Q: How would you rate what you consider popular calibres, including the ones you have used most and found effective?
Dare I ask: what’s the most impressive game bullet you’ve used on deer-sized game up to sambar and wapiti?
Bill Bonham
A: Here goes, but not without some misgivings. For varmints, the .204 Ruger accounted for the tightest groups I’ve ever fired with any calibre.
Simple country boy that I am, other favourites that I hate to leave out are:
- .220 Swift, which outperforms the .22-250 in velocity and accuracy;
- .257 Roberts — better than the .243 and 6mm Remington;
- .25-06 — the best all-around cartridge for Australian conditions;
- .270 Winchester — outperforms the 6.5 Creedmoor, 7mm-08, 7×57 and .280 Remington;
- .300 Weatherby Magnum — the belted .300 by which all others of its calibre are measured;
- the versatile .338 Win Mag, which shoots almost as flat as the big .30s and hits almost as hard as the .375 H&H;
- the .416 Ruger, just as effective as the .416 Rem Mag and .416 Rigby, less punishing to shoot than the .416 Weatherby, and it fits in a standard action.
I had great results on the game you mentioned with Nosler’s Partition Gold.
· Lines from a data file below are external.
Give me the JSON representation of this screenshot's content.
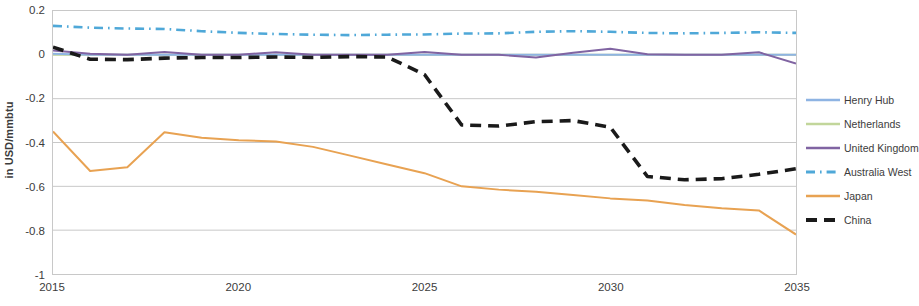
{
  "chart_data": {
    "type": "line",
    "title": "",
    "xlabel": "",
    "ylabel": "in USD/mmbtu",
    "xlim": [
      2015,
      2035
    ],
    "ylim": [
      -1,
      0.2
    ],
    "yticks": [
      0.2,
      0,
      -0.2,
      -0.4,
      -0.6,
      -0.8,
      -1
    ],
    "ytick_labels": [
      "0.2",
      "0",
      "-0.2",
      "-0.4",
      "-0.6",
      "-0.8",
      "-1"
    ],
    "xticks": [
      2015,
      2020,
      2025,
      2030,
      2035
    ],
    "xtick_labels": [
      "2015",
      "2020",
      "2025",
      "2030",
      "2035"
    ],
    "grid": "horizontal",
    "legend_position": "right",
    "x": [
      2015,
      2016,
      2017,
      2018,
      2019,
      2020,
      2021,
      2022,
      2023,
      2024,
      2025,
      2026,
      2027,
      2028,
      2029,
      2030,
      2031,
      2032,
      2033,
      2034,
      2035
    ],
    "series": [
      {
        "name": "Henry Hub",
        "color": "#8EB4E3",
        "style": "solid",
        "values": [
          0.005,
          0.0,
          0.0,
          0.0,
          0.0,
          0.0,
          0.0,
          0.0,
          0.0,
          0.0,
          0.0,
          0.0,
          0.0,
          0.0,
          0.0,
          0.0,
          0.0,
          0.0,
          0.0,
          0.0,
          0.0
        ]
      },
      {
        "name": "Netherlands",
        "color": "#C2D69B",
        "style": "solid",
        "values": [
          0.0,
          0.0,
          0.0,
          0.0,
          0.0,
          0.0,
          0.0,
          0.0,
          0.0,
          0.0,
          0.0,
          0.0,
          0.0,
          0.0,
          0.0,
          0.0,
          0.0,
          0.0,
          0.0,
          0.0,
          0.0
        ]
      },
      {
        "name": "United Kingdom",
        "color": "#8064A2",
        "style": "solid",
        "values": [
          0.02,
          0.005,
          0.0,
          0.013,
          0.0,
          0.0,
          0.012,
          0.0,
          0.0,
          0.0,
          0.013,
          0.0,
          0.0,
          -0.012,
          0.01,
          0.028,
          0.003,
          0.0,
          0.0,
          0.012,
          -0.04
        ]
      },
      {
        "name": "Australia West",
        "color": "#4FA8D8",
        "style": "dash-dot",
        "values": [
          0.132,
          0.124,
          0.12,
          0.118,
          0.108,
          0.1,
          0.095,
          0.092,
          0.09,
          0.092,
          0.093,
          0.097,
          0.098,
          0.105,
          0.108,
          0.105,
          0.1,
          0.098,
          0.1,
          0.103,
          0.1
        ]
      },
      {
        "name": "Japan",
        "color": "#E8A252",
        "style": "solid",
        "values": [
          -0.35,
          -0.53,
          -0.513,
          -0.353,
          -0.378,
          -0.39,
          -0.395,
          -0.42,
          -0.46,
          -0.5,
          -0.54,
          -0.6,
          -0.615,
          -0.625,
          -0.64,
          -0.655,
          -0.665,
          -0.685,
          -0.7,
          -0.71,
          -0.82
        ]
      },
      {
        "name": "China",
        "color": "#1a1a1a",
        "style": "dashed",
        "values": [
          0.035,
          -0.02,
          -0.022,
          -0.015,
          -0.012,
          -0.012,
          -0.01,
          -0.012,
          -0.008,
          -0.01,
          -0.09,
          -0.32,
          -0.325,
          -0.305,
          -0.3,
          -0.33,
          -0.555,
          -0.57,
          -0.565,
          -0.545,
          -0.52
        ]
      }
    ]
  },
  "legend": {
    "items": [
      {
        "label": "Henry Hub"
      },
      {
        "label": "Netherlands"
      },
      {
        "label": "United Kingdom"
      },
      {
        "label": "Australia West"
      },
      {
        "label": "Japan"
      },
      {
        "label": "China"
      }
    ]
  }
}
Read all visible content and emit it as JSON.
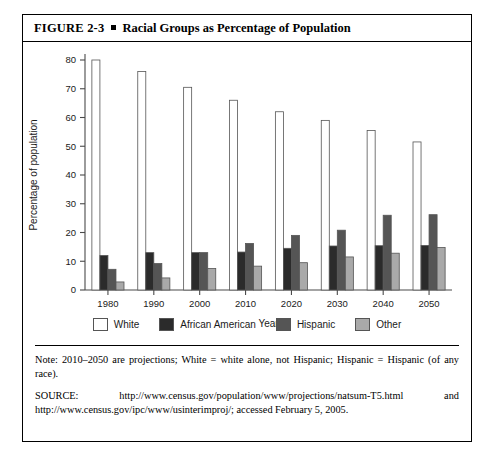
{
  "figure": {
    "number": "FIGURE 2-3",
    "title": "Racial Groups as Percentage of Population",
    "bullet_icon": "square-bullet-icon"
  },
  "chart_data": {
    "type": "bar",
    "title": "Racial Groups as Percentage of Population",
    "xlabel": "Year",
    "ylabel": "Percentage of population",
    "categories": [
      "1980",
      "1990",
      "2000",
      "2010",
      "2020",
      "2030",
      "2040",
      "2050"
    ],
    "ylim": [
      0,
      80
    ],
    "yticks": [
      0,
      10,
      20,
      30,
      40,
      50,
      60,
      70,
      80
    ],
    "grid": false,
    "legend_position": "bottom",
    "series": [
      {
        "name": "White",
        "color": "#ffffff",
        "values": [
          80.0,
          76.0,
          70.5,
          66.0,
          62.0,
          59.0,
          55.5,
          51.5
        ]
      },
      {
        "name": "African American",
        "color": "#2b2b2b",
        "values": [
          12.0,
          13.0,
          13.0,
          13.2,
          14.5,
          15.3,
          15.4,
          15.5
        ]
      },
      {
        "name": "Hispanic",
        "color": "#555555",
        "values": [
          7.2,
          9.2,
          13.0,
          16.2,
          19.0,
          20.8,
          26.0,
          26.2
        ]
      },
      {
        "name": "Other",
        "color": "#a9a9a9",
        "values": [
          2.8,
          4.2,
          7.5,
          8.3,
          9.5,
          11.5,
          12.8,
          14.8
        ]
      }
    ]
  },
  "notes": {
    "note_label": "Note:",
    "note_body": " 2010–2050 are projections; White = white alone, not Hispanic; Hispanic = Hispanic (of any race).",
    "source_label": "SOURCE:",
    "source_body": "  http://www.census.gov/population/www/projections/natsum-T5.html  and  http://www.census.gov/ipc/www/usinterimproj/; accessed February 5, 2005."
  }
}
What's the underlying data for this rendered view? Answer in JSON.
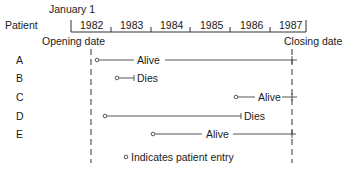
{
  "header": {
    "january_label": "January 1",
    "patient_label": "Patient",
    "years": [
      "1982",
      "1983",
      "1984",
      "1985",
      "1986",
      "1987"
    ],
    "opening_label": "Opening date",
    "closing_label": "Closing date"
  },
  "patients": [
    {
      "id": "A",
      "entry_year": 1982.1,
      "end_year": 1987.0,
      "outcome": "Alive"
    },
    {
      "id": "B",
      "entry_year": 1982.6,
      "end_year": 1983.1,
      "outcome": "Dies"
    },
    {
      "id": "C",
      "entry_year": 1985.8,
      "end_year": 1987.0,
      "outcome": "Alive"
    },
    {
      "id": "D",
      "entry_year": 1982.3,
      "end_year": 1986.3,
      "outcome": "Dies"
    },
    {
      "id": "E",
      "entry_year": 1983.9,
      "end_year": 1987.0,
      "outcome": "Alive"
    }
  ],
  "legend": {
    "text": "Indicates patient entry"
  },
  "colors": {
    "ink": "#1a1a1a",
    "line": "#555555"
  }
}
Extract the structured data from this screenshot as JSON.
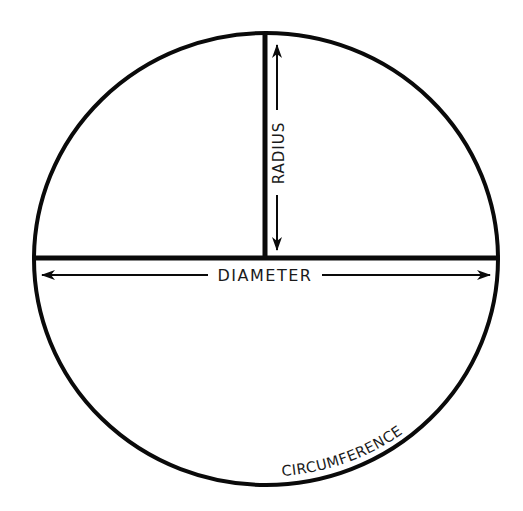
{
  "diagram": {
    "labels": {
      "radius": "RADIUS",
      "diameter": "DIAMETER",
      "circumference": "CIRCUMFERENCE"
    },
    "colors": {
      "stroke": "#0a0a0a",
      "text": "#1a1a1a",
      "background": "#ffffff"
    }
  }
}
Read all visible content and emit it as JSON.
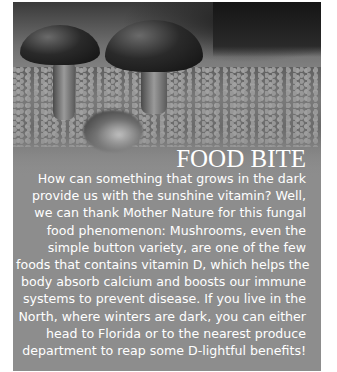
{
  "article": {
    "image": {
      "description": "Black and white photo of mushrooms growing on moss",
      "icon": "mushroom-photo"
    },
    "title": "FOOD BITE",
    "body_lines": [
      "How can something that grows in the dark",
      "provide us with the sunshine vitamin? Well,",
      "we can thank Mother Nature for this fungal",
      "food phenomenon: Mushrooms, even the",
      "simple button variety, are one of the few",
      "foods that contains vitamin D, which helps the",
      "body absorb calcium and boosts our immune",
      "systems to prevent disease. If you live in the",
      "North, where winters are dark, you can either",
      "head to Florida or to the nearest produce",
      "department to reap some D-lightful benefits!"
    ]
  },
  "colors": {
    "panel_gray": "#8d8d8d",
    "text": "#ffffff"
  }
}
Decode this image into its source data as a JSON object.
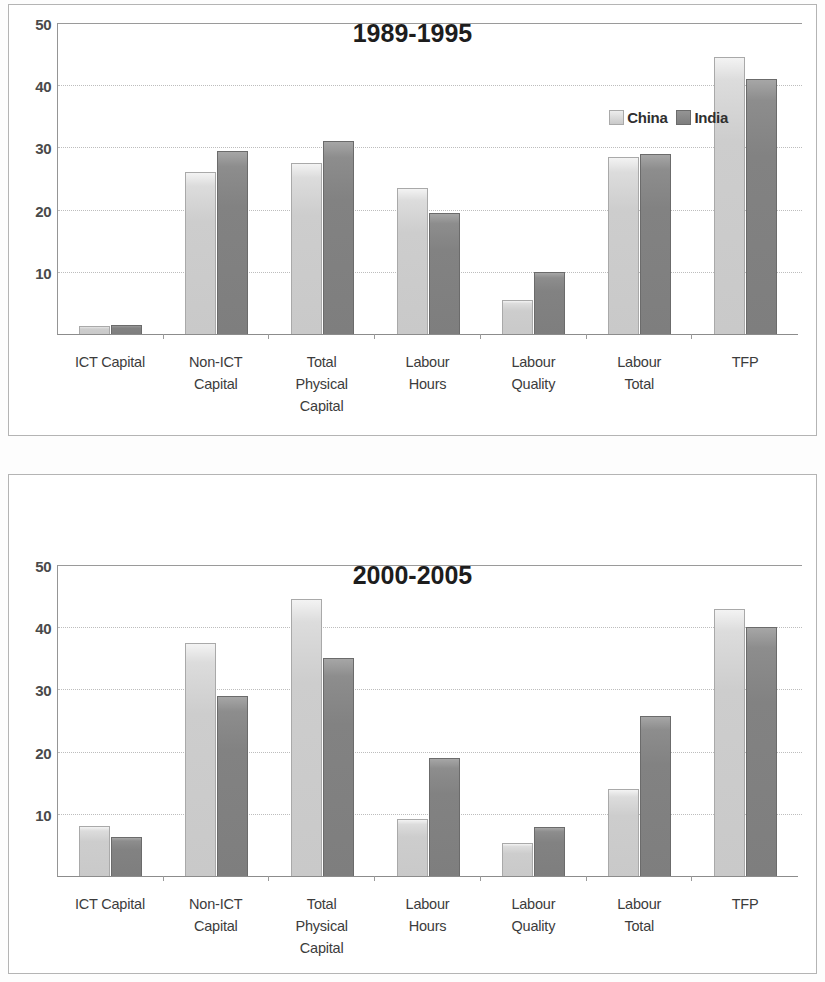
{
  "page": {
    "background": "#ffffff",
    "panel_border_color": "#b4b4b4"
  },
  "colors": {
    "china": "#c9c9c9",
    "india": "#7e7e7e",
    "gridline": "#bdbdbd",
    "axis": "#8c8c8c",
    "title_text": "#1d1d1d",
    "tick_text": "#4a4a4a"
  },
  "legend": {
    "china_label": "China",
    "india_label": "India",
    "position": "top-right-inside"
  },
  "axis": {
    "yticks": [
      "50",
      "40",
      "30",
      "20",
      "10",
      "0"
    ],
    "ymin": 0,
    "ymax": 50
  },
  "categories": [
    [
      "ICT Capital"
    ],
    [
      "Non-ICT",
      "Capital"
    ],
    [
      "Total",
      "Physical",
      "Capital"
    ],
    [
      "Labour",
      "Hours"
    ],
    [
      "Labour",
      "Quality"
    ],
    [
      "Labour",
      "Total"
    ],
    [
      "TFP"
    ]
  ],
  "chart_data": [
    {
      "type": "bar",
      "title": "1989-1995",
      "xlabel": "",
      "ylabel": "",
      "ylim": [
        0,
        50
      ],
      "yticks": [
        0,
        10,
        20,
        30,
        40,
        50
      ],
      "grid": true,
      "legend": "upper right",
      "categories": [
        "ICT Capital",
        "Non-ICT Capital",
        "Total Physical Capital",
        "Labour Hours",
        "Labour Quality",
        "Labour Total",
        "TFP"
      ],
      "series": [
        {
          "name": "China",
          "color": "#c9c9c9",
          "values": [
            1.3,
            26.0,
            27.5,
            23.5,
            5.5,
            28.5,
            44.5
          ]
        },
        {
          "name": "India",
          "color": "#7e7e7e",
          "values": [
            1.5,
            29.5,
            31.0,
            19.5,
            10.0,
            29.0,
            41.0
          ]
        }
      ]
    },
    {
      "type": "bar",
      "title": "2000-2005",
      "xlabel": "",
      "ylabel": "",
      "ylim": [
        0,
        50
      ],
      "yticks": [
        0,
        10,
        20,
        30,
        40,
        50
      ],
      "grid": true,
      "legend": "upper right",
      "categories": [
        "ICT Capital",
        "Non-ICT Capital",
        "Total Physical Capital",
        "Labour Hours",
        "Labour Quality",
        "Labour Total",
        "TFP"
      ],
      "series": [
        {
          "name": "China",
          "color": "#c9c9c9",
          "values": [
            8.0,
            37.5,
            44.5,
            9.2,
            5.3,
            14.0,
            43.0
          ]
        },
        {
          "name": "India",
          "color": "#7e7e7e",
          "values": [
            6.3,
            29.0,
            35.0,
            19.0,
            7.8,
            25.7,
            40.0
          ]
        }
      ]
    }
  ]
}
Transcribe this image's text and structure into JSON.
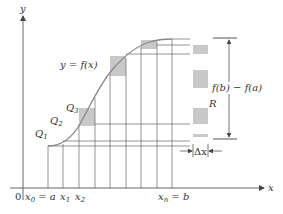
{
  "diagram": {
    "axes": {
      "x_label": "x",
      "y_label": "y",
      "origin_label": "0"
    },
    "curve_label": "y = f(x)",
    "points": [
      {
        "name": "Q",
        "sub": "1"
      },
      {
        "name": "Q",
        "sub": "2"
      },
      {
        "name": "Q",
        "sub": "3"
      }
    ],
    "x_ticks": {
      "x0": {
        "main": "x",
        "sub": "0",
        "rest": " = a"
      },
      "x1": {
        "main": "x",
        "sub": "1"
      },
      "x2": {
        "main": "x",
        "sub": "2"
      },
      "xn": {
        "main": "x",
        "sub": "n",
        "rest": " = b"
      }
    },
    "height_label": "f(b) − f(a)",
    "region_label": "R",
    "width_label": "Δx",
    "colors": {
      "axis": "#555555",
      "curve": "#808080",
      "shade": "#c8c8c8",
      "grid": "#666666"
    }
  }
}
It left the original Partition bullet for dead, delivering dramatic bullet expansion, deep penetration and devastating energy deposit with improved weight retention.
It proved an awesome deer and wapiti bullet.
Nosler appears to have dropped the Partition Gold, but I wouldn’t be surprised to learn that they quietly cashiered the original design in favour of the better version. If they did so, then they’d really strike gold!